How we cite our quotes: (Part.Chapter.Paragraph)
Quote #7
"Gluttons and parasites rode on the backs of starving laborers, drove them to death, and it should have stayed that way? And the other forms of outrage and tyranny? Don't you understand the legitimacy of the people's wrath, their wish to live according to justice, their search for the truth?" (8.5.20)
When he hears Zhivago criticize the Russian Revolution, Anfim Efimovich is willing to admit that it's a shame the Revolution needs to be bloody. But he's utterly convinced that there's no way the country could have allowed the old system to continue. Communism might be harsh, but in his mind, capitalism is way more unjust.
Quote #8
"I go no further than what I've said, I do not preach Tolstoyan simplification and return to the earth, I do not invent my own amendment to socialism on agrarian questions. I merely establish the fact and do not erect our accidentally befallen fate into a system." (9.1.5)
As the novel progresses, Zhivago starts to think that the main problem with philosophical viewpoints is that people try to develop them into social systems that are supposed to solve everything. For him, though, there's a lot in the world that people can't control, and there's no point trying to develop these huge philosophical systems to try and overcome that fact.
Quote #9
"But it turns out that for the inspirers of the revolution the turmoil of changes and rearrangements is their only native element, that they won't settle for less than something on a global scale. The building of worlds, transitional periods—for them this is an end in itself. They haven't studied anything else, they don't know how to do anything." (9.14.15)
Zhivago thinks that Russia's Communist revolutionaries might have their hearts in the right place. But unfortunately, they don't know enough about human history to realize how efforts like theirs have played out in the past. And those who aren't educated about the past are doomed to make the same mistakes over and over.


[Task description]
Character for character, write out the data below.

Segment Start: Material for the task

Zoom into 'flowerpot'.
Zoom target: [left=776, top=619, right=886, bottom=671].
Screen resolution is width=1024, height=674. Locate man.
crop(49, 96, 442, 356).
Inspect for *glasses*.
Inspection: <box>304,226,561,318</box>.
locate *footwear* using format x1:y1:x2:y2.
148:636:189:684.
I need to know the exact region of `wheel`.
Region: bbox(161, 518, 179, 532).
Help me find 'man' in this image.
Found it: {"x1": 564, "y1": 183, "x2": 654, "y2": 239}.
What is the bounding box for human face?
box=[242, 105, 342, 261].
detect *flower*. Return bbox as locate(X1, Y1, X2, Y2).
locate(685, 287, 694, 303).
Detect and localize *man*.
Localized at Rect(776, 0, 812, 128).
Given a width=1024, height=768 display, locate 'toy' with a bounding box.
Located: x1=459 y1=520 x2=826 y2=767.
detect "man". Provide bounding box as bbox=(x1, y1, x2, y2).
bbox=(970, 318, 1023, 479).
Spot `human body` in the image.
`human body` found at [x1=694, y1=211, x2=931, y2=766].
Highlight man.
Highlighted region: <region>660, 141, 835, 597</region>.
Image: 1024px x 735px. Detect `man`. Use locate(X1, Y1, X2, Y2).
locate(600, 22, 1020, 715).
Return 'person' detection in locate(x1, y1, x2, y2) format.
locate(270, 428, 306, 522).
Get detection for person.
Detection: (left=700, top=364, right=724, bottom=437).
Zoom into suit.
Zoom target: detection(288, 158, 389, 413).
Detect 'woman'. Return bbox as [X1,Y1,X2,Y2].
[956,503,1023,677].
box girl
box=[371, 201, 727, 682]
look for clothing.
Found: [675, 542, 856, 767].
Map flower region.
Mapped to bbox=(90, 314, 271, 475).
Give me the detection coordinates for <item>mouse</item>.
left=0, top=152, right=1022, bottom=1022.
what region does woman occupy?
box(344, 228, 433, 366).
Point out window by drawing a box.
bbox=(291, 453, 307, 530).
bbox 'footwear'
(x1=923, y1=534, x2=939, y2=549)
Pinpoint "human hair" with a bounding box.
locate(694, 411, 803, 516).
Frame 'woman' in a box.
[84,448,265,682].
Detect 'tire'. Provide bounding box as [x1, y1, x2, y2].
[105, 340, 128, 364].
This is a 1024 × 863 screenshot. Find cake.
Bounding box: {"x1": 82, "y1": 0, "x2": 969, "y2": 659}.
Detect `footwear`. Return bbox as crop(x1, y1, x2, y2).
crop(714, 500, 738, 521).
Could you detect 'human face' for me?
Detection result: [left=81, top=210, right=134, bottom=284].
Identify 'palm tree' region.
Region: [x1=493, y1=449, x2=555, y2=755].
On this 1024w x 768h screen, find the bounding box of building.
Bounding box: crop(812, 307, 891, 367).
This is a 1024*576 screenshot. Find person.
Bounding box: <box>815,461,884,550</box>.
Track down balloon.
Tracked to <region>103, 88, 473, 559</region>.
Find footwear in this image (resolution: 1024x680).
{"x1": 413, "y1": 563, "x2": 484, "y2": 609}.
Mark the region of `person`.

Segment End: Material for the task

[Written solution]
Zoom into 'flowerpot'.
Zoom target: [left=776, top=619, right=886, bottom=671].
Screen resolution is width=1024, height=674. Locate man.
crop(49, 96, 442, 356).
Inspect for *glasses*.
Inspection: <box>304,226,561,318</box>.
locate *footwear* using format x1:y1:x2:y2.
148:636:189:684.
I need to know the exact region of `wheel`.
Region: bbox(161, 518, 179, 532).
Help me find 'man' in this image.
Found it: {"x1": 564, "y1": 183, "x2": 654, "y2": 239}.
What is the bounding box for human face?
box=[242, 105, 342, 261].
detect *flower*. Return bbox as locate(X1, Y1, X2, Y2).
locate(685, 287, 694, 303).
Detect and localize *man*.
Localized at Rect(776, 0, 812, 128).
Given a width=1024, height=768 display, locate 'toy' with a bounding box.
Located: x1=459 y1=520 x2=826 y2=767.
detect "man". Provide bounding box as bbox=(x1, y1, x2, y2).
bbox=(970, 318, 1023, 479).
Spot `human body` in the image.
`human body` found at [x1=694, y1=211, x2=931, y2=766].
Highlight man.
Highlighted region: <region>660, 141, 835, 597</region>.
Image: 1024px x 735px. Detect `man`. Use locate(X1, Y1, X2, Y2).
locate(600, 22, 1020, 715).
Return 'person' detection in locate(x1, y1, x2, y2) format.
locate(270, 428, 306, 522).
Get detection for person.
Detection: (left=700, top=364, right=724, bottom=437).
Zoom into suit.
Zoom target: detection(288, 158, 389, 413).
Detect 'woman'. Return bbox as [X1,Y1,X2,Y2].
[956,503,1023,677].
box girl
box=[371, 201, 727, 682]
look for clothing.
Found: [675, 542, 856, 767].
Map flower region.
Mapped to bbox=(90, 314, 271, 475).
Give me the detection coordinates for <item>mouse</item>.
left=0, top=152, right=1022, bottom=1022.
what region does woman occupy?
box(344, 228, 433, 366).
Point out window by drawing a box.
bbox=(291, 453, 307, 530).
bbox 'footwear'
(x1=923, y1=534, x2=939, y2=549)
Pinpoint "human hair" with a bounding box.
locate(694, 411, 803, 516).
Frame 'woman' in a box.
[84,448,265,682].
Detect 'tire'. Provide bounding box as [x1, y1, x2, y2].
[105, 340, 128, 364].
This is a 1024 × 863 screenshot. Find cake.
Bounding box: {"x1": 82, "y1": 0, "x2": 969, "y2": 659}.
Detect `footwear`. Return bbox as crop(x1, y1, x2, y2).
crop(714, 500, 738, 521).
Could you detect 'human face' for me?
Detection result: [left=81, top=210, right=134, bottom=284].
Identify 'palm tree' region.
Region: [x1=493, y1=449, x2=555, y2=755].
On this 1024w x 768h screen, find the bounding box of building.
Bounding box: crop(812, 307, 891, 367).
This is a 1024*576 screenshot. Find person.
Bounding box: <box>815,461,884,550</box>.
Track down balloon.
Tracked to <region>103, 88, 473, 559</region>.
Find footwear in this image (resolution: 1024x680).
{"x1": 413, "y1": 563, "x2": 484, "y2": 609}.
Mark the region of `person`.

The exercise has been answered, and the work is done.